[Measuring device reading data]
===============
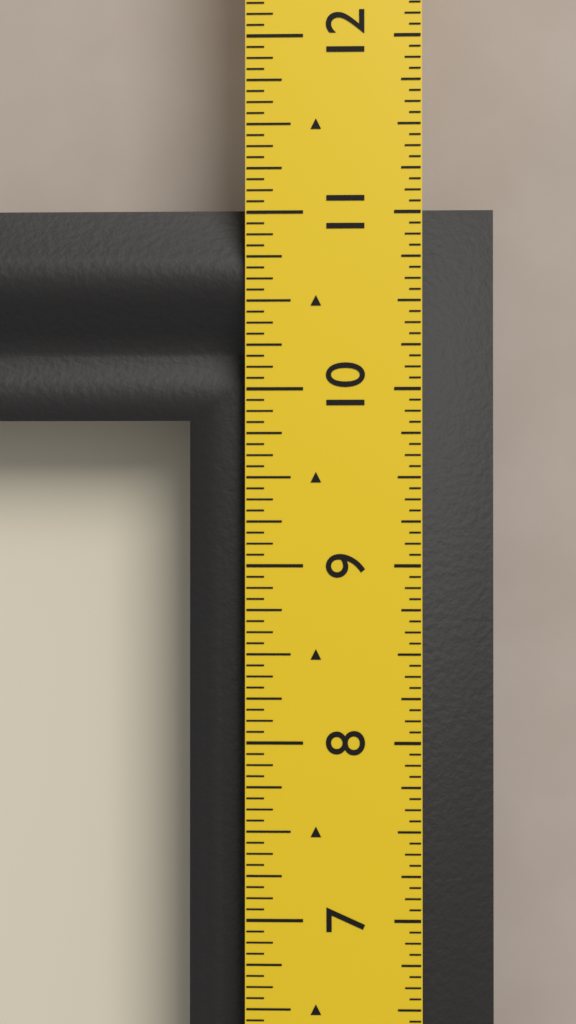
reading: 11.0625 in
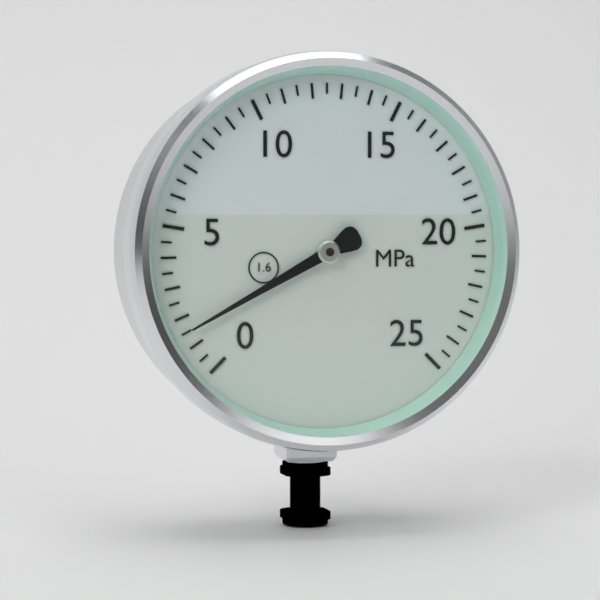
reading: 1.5 MPa
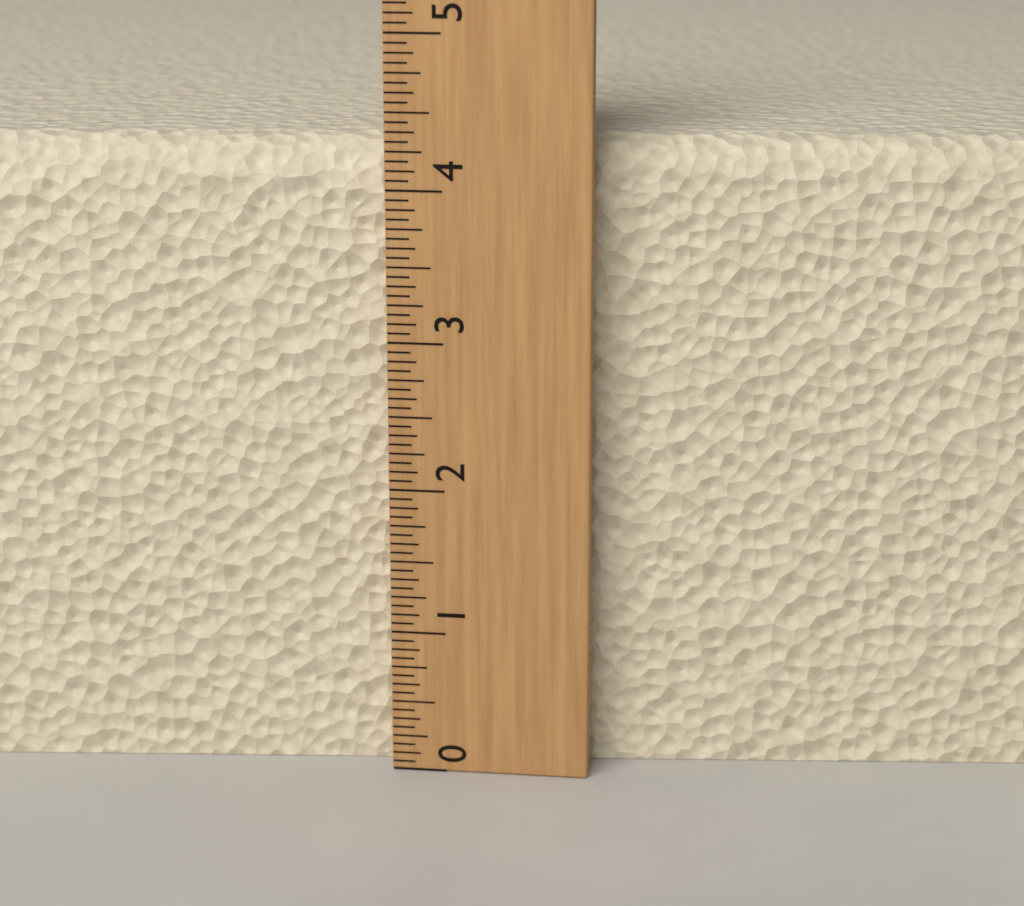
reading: 4.3125 (no unit)
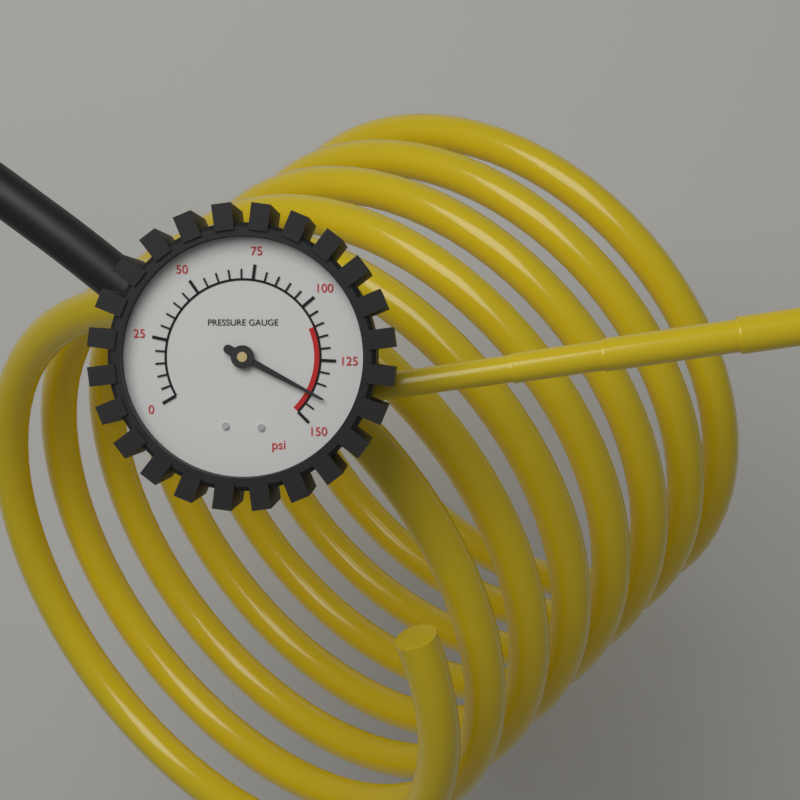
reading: 140 psi
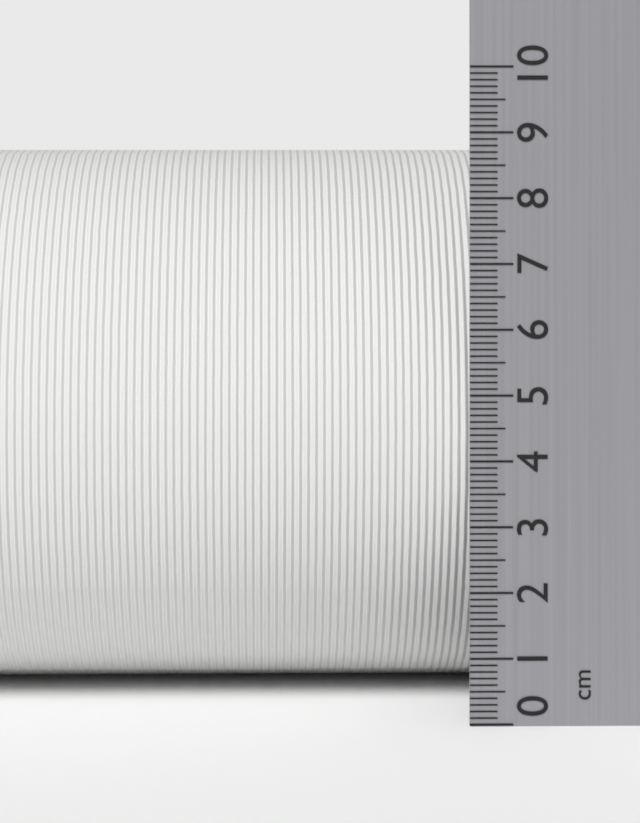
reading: 8.8 cm
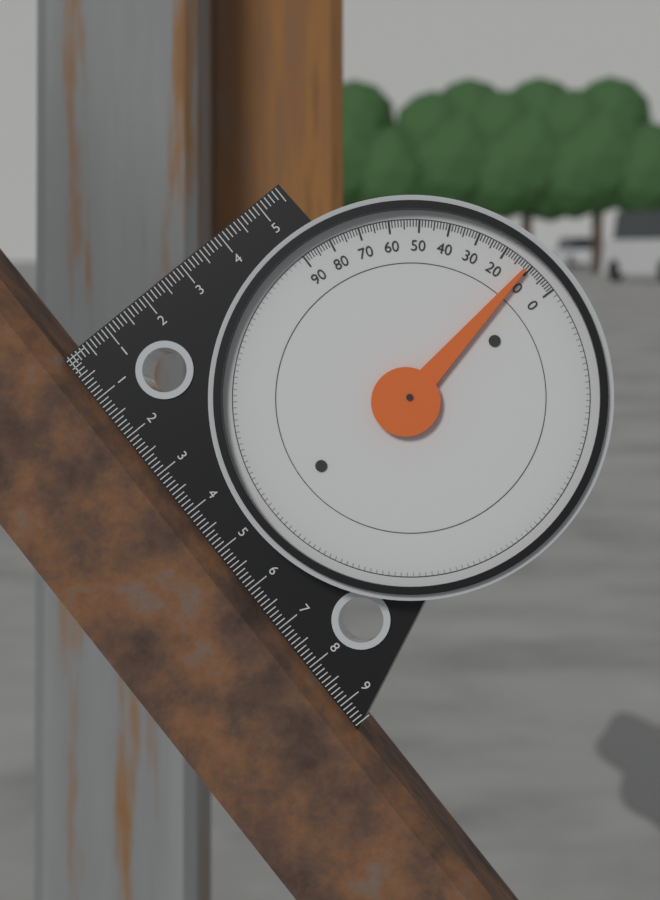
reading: 11 (no unit)
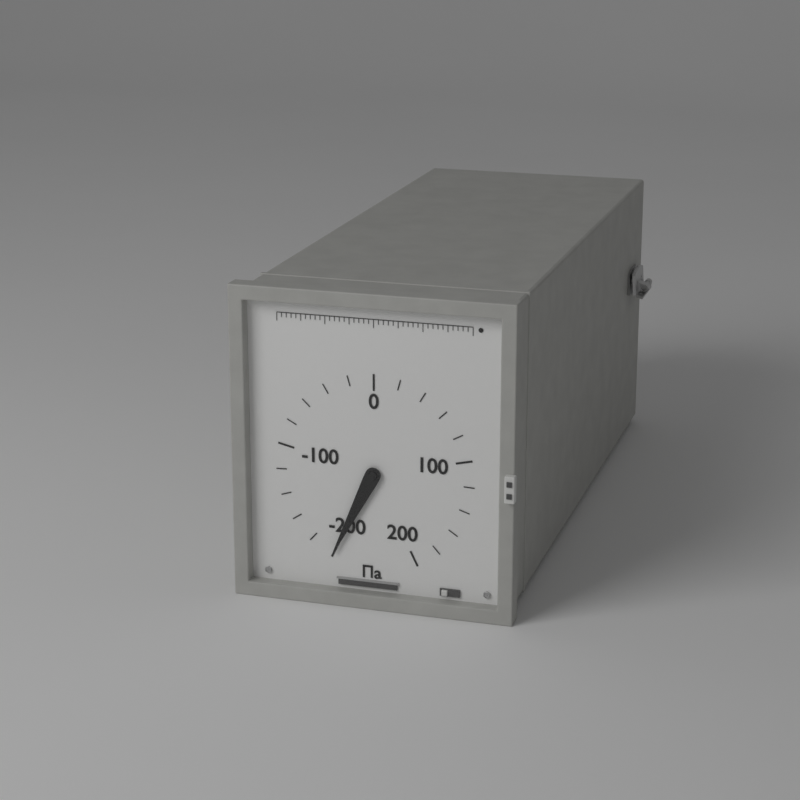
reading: -200 Pa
===============
### What you have to do
Set down the data above word for word, leaving every picture out.

### Your response
reading: 11.0625 in
reading: 1.5 MPa
reading: 4.3125 (no unit)
reading: 140 psi
reading: 8.8 cm
reading: 11 (no unit)
reading: -200 Pa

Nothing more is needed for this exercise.